AI is a stack. Most organizations only see the top layer.
Kevin Hein · March 2026
Founder, CRYTCL Inc. · Tirias Research Senior Analyst
The common mental model
Most organizations think of AI as a model accessed through an interface. You prompt it, it responds, you evaluate the output. That mental model is useful for early exploration. It becomes a liability when you're building something that needs to work reliably inside a real organization.
The six layers
Applications
Top layerInternal copilots, operational workflows, and domain-specific interfaces. This is what users see and interact with — but it depends entirely on everything below it.
Agents
Layer 5Orchestrated reasoning systems with tools, controls, and bounded autonomy. Agents are only as reliable as the knowledge and data they have access to.
Knowledge Infrastructure
Layer 4RAG architecture, semantic search, knowledge graphs, and memory systems. This is the layer that connects AI to your organizational context — and the one most often skipped.
Data Platform
Layer 3Pipelines, governance, source connectivity, lineage, and enterprise data shape. Clean, connected, well-governed inputs determine the ceiling on everything above.
Model Layer
Layer 2Private models, secure integration, tuning strategy, routing, and evaluation. Model selection is a real variable, but it is constrained by what the layers below provide.
Compute & Security
Bottom layerDeployment posture, access controls, isolation, observability, and risk management. The foundation everything else rests on — designed first, not retrofitted.
Why the layers matter
Each layer has dependencies on the layer below it. An agent can only reason effectively if the knowledge infrastructure gives it accurate, scoped, traceable information. Knowledge infrastructure can only retrieve accurately if the data platform gives it clean, connected, well-governed inputs. Weakness at any layer propagates upward. A sophisticated model deployed on a weak knowledge layer will produce sophisticated-sounding answers that aren't grounded in reality.

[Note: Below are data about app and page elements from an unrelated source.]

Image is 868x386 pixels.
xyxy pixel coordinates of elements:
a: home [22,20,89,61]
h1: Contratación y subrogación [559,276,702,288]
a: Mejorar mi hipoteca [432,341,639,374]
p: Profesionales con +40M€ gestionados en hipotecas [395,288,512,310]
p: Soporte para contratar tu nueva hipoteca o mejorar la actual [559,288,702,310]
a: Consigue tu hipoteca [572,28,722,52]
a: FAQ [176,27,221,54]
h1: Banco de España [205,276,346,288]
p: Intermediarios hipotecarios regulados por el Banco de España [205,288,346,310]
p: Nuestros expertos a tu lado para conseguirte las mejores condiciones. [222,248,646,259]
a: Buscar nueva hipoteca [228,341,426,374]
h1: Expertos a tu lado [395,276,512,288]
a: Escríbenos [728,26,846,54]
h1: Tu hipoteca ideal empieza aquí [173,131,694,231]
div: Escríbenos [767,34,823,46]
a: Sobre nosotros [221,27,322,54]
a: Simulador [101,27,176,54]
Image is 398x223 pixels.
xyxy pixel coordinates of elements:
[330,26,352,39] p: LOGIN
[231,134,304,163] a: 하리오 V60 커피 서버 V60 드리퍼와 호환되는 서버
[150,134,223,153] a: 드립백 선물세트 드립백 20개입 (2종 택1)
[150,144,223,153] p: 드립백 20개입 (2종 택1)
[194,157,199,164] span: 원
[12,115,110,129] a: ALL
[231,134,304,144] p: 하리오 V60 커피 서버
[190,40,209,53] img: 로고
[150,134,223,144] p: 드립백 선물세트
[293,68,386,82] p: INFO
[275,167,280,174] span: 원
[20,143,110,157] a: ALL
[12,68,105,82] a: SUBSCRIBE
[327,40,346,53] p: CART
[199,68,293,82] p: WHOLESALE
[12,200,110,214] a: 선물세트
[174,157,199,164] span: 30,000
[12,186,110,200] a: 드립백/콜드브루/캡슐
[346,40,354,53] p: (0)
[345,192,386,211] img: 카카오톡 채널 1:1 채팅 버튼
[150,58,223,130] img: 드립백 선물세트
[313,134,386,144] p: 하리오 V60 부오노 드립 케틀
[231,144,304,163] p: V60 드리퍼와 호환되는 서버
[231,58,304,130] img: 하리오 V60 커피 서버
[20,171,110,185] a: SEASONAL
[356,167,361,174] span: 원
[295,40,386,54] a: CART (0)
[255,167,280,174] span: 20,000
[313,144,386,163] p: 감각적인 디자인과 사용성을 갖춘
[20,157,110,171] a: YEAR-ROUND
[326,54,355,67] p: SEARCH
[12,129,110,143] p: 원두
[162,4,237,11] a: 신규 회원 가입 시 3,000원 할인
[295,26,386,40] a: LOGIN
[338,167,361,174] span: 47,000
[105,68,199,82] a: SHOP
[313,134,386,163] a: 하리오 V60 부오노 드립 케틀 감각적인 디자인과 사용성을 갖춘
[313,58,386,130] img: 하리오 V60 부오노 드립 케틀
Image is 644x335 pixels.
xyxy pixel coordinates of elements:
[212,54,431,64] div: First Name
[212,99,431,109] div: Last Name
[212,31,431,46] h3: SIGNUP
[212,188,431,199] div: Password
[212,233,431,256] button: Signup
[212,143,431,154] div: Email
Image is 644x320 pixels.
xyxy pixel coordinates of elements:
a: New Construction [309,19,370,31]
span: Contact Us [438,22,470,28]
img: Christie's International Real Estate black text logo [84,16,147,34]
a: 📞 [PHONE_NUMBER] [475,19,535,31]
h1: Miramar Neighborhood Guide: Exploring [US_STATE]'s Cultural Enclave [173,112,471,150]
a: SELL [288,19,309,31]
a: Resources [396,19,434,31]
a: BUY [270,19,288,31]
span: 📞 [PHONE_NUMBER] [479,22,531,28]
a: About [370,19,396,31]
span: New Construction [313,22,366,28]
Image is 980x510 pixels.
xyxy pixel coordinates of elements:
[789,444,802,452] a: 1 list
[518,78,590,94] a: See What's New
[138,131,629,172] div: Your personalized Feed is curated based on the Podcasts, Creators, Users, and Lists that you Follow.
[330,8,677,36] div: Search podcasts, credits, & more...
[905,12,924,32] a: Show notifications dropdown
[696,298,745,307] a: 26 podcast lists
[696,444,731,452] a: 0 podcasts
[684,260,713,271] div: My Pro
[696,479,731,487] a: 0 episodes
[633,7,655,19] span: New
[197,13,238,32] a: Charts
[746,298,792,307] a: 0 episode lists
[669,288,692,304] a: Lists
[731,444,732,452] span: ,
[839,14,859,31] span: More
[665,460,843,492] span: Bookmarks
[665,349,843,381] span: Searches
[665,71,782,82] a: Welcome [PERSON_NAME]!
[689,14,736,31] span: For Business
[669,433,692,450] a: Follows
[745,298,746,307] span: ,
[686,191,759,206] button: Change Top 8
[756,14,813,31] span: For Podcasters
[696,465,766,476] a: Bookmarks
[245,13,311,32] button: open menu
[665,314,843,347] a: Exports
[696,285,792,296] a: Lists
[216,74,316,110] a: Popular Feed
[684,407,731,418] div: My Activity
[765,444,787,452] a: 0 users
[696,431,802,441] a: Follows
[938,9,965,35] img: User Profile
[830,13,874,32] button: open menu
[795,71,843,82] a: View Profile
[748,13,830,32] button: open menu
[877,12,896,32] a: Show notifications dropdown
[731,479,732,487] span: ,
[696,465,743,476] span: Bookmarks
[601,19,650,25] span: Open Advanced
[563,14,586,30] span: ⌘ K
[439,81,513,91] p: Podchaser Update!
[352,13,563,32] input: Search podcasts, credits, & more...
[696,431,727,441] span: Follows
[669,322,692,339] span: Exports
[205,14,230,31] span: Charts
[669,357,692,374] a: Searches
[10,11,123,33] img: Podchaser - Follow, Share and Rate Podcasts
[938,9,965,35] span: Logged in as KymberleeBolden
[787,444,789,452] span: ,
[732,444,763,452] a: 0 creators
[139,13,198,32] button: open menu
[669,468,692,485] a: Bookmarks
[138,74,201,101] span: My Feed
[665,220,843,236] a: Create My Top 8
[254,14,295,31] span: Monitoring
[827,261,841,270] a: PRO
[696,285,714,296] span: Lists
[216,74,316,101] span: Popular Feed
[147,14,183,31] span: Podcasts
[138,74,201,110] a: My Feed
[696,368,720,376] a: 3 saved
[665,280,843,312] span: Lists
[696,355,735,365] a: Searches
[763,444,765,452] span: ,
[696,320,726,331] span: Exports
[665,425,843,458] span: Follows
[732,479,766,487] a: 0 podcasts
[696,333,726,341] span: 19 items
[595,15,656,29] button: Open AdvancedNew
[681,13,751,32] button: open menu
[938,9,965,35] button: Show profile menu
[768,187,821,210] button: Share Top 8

Where most organizations get stuck
Most organizations enter at the Application layer — they deploy a copilot or an AI interface — without having designed the layers beneath it. The application works in demos. It fails in production. The instinct is to replace the application or the model. The actual problem is one or two layers down.
The architectural principle
Treat AI like any other enterprise system: design the stack, establish the operating model, and let application decisions follow from infrastructure decisions rather than the other way around. The organizations that do this produce AI programs that compound over time. The organizations that skip it run pilots indefinitely.